Although I share his belief that constraining the ability of U.S. citizens to boycott Israel is an affront to the Constitution, I would not describe it as “the single greatest threat to free speech,” in large part because I do not think it is possible to say that any single controversy constitutes “the greatest threat to free speech in the United States” at a given moment. As the American Civil Liberties Union has often pointed out, free speech rights are indivisible: “When we grant the government the power to suppress controversial ideas, we are all subject to censorship by the state.” Any law that compels expression or prohibits boycotts or otherwise infringes on political speech or undermines viewpoint neutrality could set a precedent that threatens every other exercise of that right.
Hopefully, Koontz versus Watson will undercut that threat going forward.
I certainly concur with Greenwald that laws intended to constrain pro-Palestinian activists are among the significant threats to First Amendment rights, as they gain traction in red and blue states, with Republicans and Democrats.
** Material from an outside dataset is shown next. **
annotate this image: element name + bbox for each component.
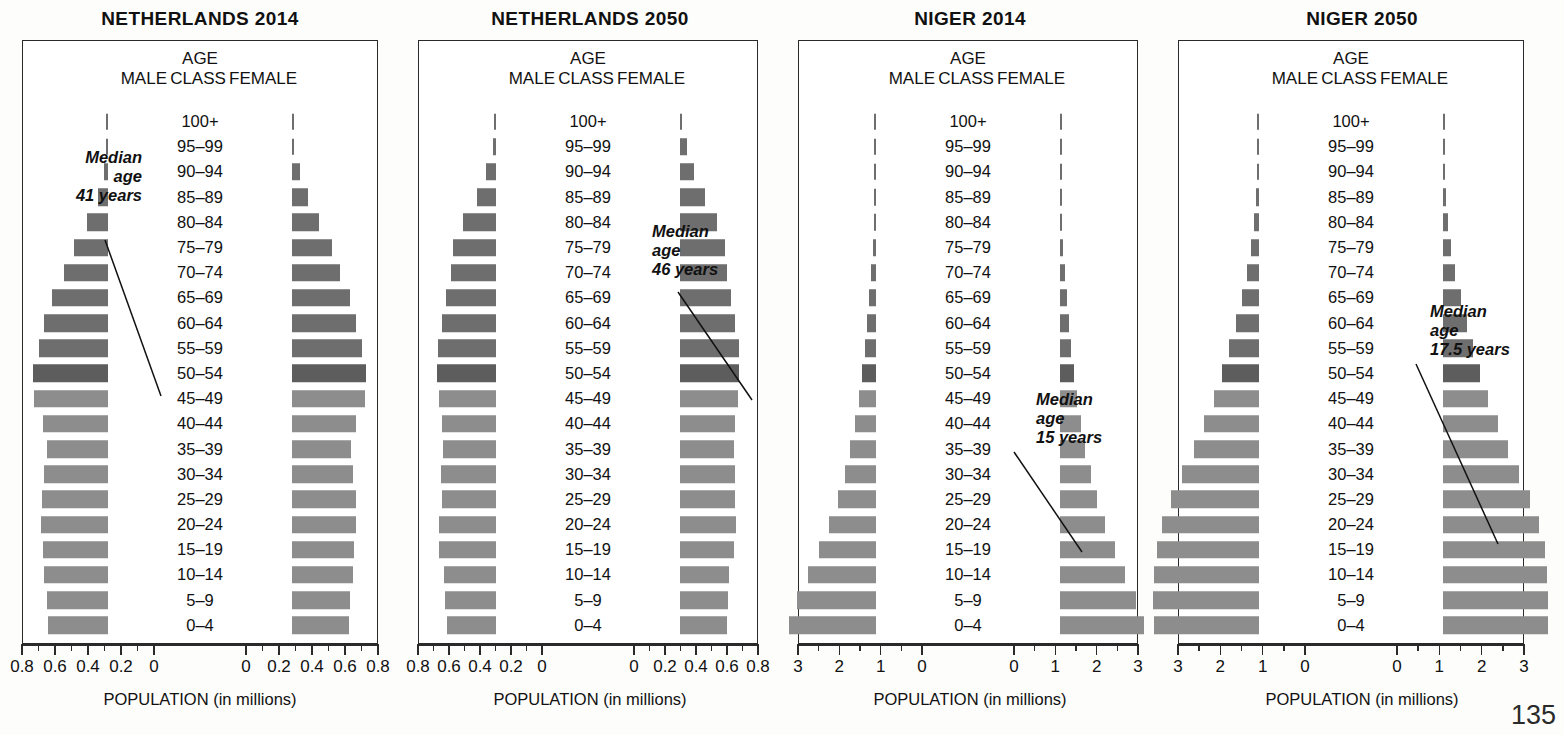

But I also worry that cases like the Supreme Court’s forthcoming ruling on the rights of Christian bakers could conceivably expand the scope of anti-discrimination law in a way that undermines the First Amendment rights of all creative professionals who want to withhold their creative labor when they feel it would make them complicit in an institution with which they disagree and of Palestinian-rights activists who want to withhold their dollars when they feel as though it would make them complicit from an institution with which they disagree.
Already, the ACLU has departed from its longstanding logic in First Amendment cases by siding against a baker’s right to eschew participation in gay nuptials, even though, unlike in the Jim Crow South, there is neither practical inability to find alternative businesses to serve consumer needs nor a general refusal to serve an identity group as such. In so doing, they and others risk inflicting real harm on the marginalized groups, like today’s pro-Palestine activists, that benefit the most from expansive First Amendment protections. Personally, I do not boycott Israel, and I would gladly celebrate a gay wedding. But the best outcomes across such cases are judicial rulings that give maximum future cover to the marginalized groups of tomorrow whenever they engage in political expression per their consciences, whether it inclines them, left, right, or center.